Post-Migration Validation

☐ Spot-check patient demographics (100+ records per location) ☐ Validate financial totals match source system within tolerance (<$100 variance) ☐ Confirm insurance plan assignments ☐ Verify future appointments migrated correctly ☐ Test treatment plan history accessibility ☐ Confirm prescription history if applicable


Security & HIPAA Compliance

Enterprise HIPAA Checklist

🟣 Executive Review Required

☐ Business Associate Agreement (BAA) executed with Henry Schein ☐ Data encryption at rest confirmed (AES-256 minimum) ☐ Data encryption in transit confirmed (TLS 1.2+) ☐ Access control policy documented (role-based access) ☐ Audit logging enabled and retention period defined ☐ Backup and disaster recovery plan documented and tested ☐ Breach notification procedures aligned with organizational policy ☐ User access provisioning/deprovisioning procedures established ☐ Minimum necessary access principle enforced across roles

Access Control Configuration

Role Access Level Approver
Central Admin Full system configuration VP Operations
Regional Manager Read-only all locations, full access assigned region VP Operations
Office Manager Full access own location, limited cross-location Regional Manager
Provider Clinical access own location Office Manager
Front Desk Scheduling, demographics, payments Office Manager
Billing Financial access, claims, reports Office Manager

☐ Document all user roles and access levels ☐ Implement SSO integration with organizational IdP ☐ Configure session timeout settings (15-minute inactivity recommended) ☐ Establish password complexity requirements ☐ Enable multi-factor authentication for admin accounts


Standardized vs. Location-Specific Configuration

Standardize Centrally (Template Settings)
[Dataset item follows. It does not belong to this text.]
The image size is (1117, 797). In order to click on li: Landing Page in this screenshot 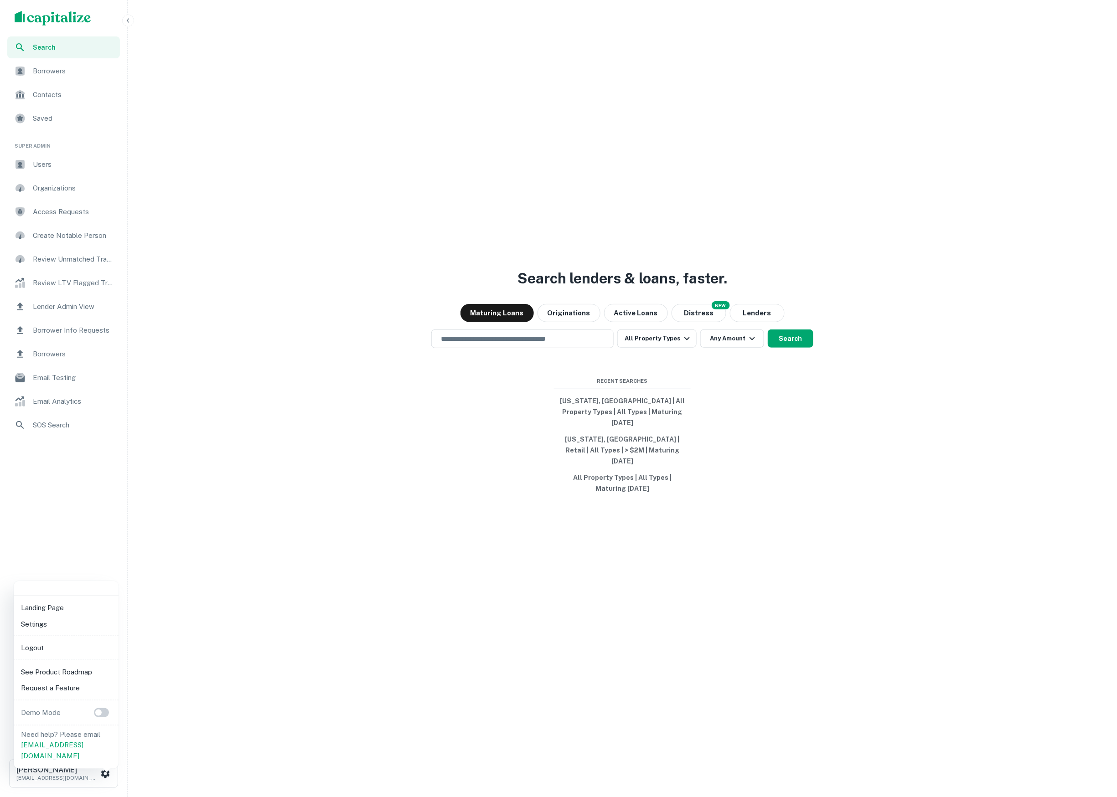, I will do `click(66, 608)`.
Configuration Element Why Standardize
Procedure code library Consistent reporting, insurance mapping
Fee schedule structure Centralized pricing management
Treatment plan templates Consistent patient experience
Clinical note templates Standard of care, compliance
Report templates Cross-location comparison
User role definitions Consistent access control
Insurance plan database Centralized contract management
Appointment types Consistent scheduling metrics
Billing workflows Consistent revenue cycle

Allow Local Discretion

Configuration Element Why Allow Variation
Provider-specific preferences Workflow efficiency
Operatory names/assignments Local facility layout
Office hours and schedule blocks Local market needs
Custom reminder language Regional preferences
Referral sources Local referral networks
Provider production goals Individual targets

6. Team Training Plan

Train-the-Trainer Model

Champion Selection Criteria

Each location requires one designated champion. Ideal candidates:

☐ Currently in office manager or lead administrative role ☐ Minimum 2 years tenure at the location ☐ Demonstrated tech aptitude (quick learner, comfortable troubleshooting) ☐ Respected by peers and providers ☐ Available for 16–20 hours of central training over 2 weeks ☐ Committed to ongoing champion responsibilities for 90 days post-go-live

Champion Responsibilities

Phase Responsibilities
Pre-Go-Live Complete central training, customize materials for location, coordinate training schedule
Go-Live Week Lead daily huddles, provide real-time support, escalate issues
Weeks 2–4 Conduct refresher training, address workflow questions, collect feedback
Ongoing Train new hires, submit enhancement requests, participate in champion network

Champion Certification Process

☐ Complete 8-hour self-paced online training (🔵 vendor-provided) ☐ Attend 4-hour live virtual session covering advanced topics ☐ Pass proficiency assessment (minimum 85% score) ☐ Complete supervised training delivery (shadow train 2 team members) ☐ Sign champion commitment acknowledging responsibilities


Role-Specific Training Outlines

Providers (Dentists/Specialists)

Training Time: 4 hours (2 hours initial + 2 hours over first week)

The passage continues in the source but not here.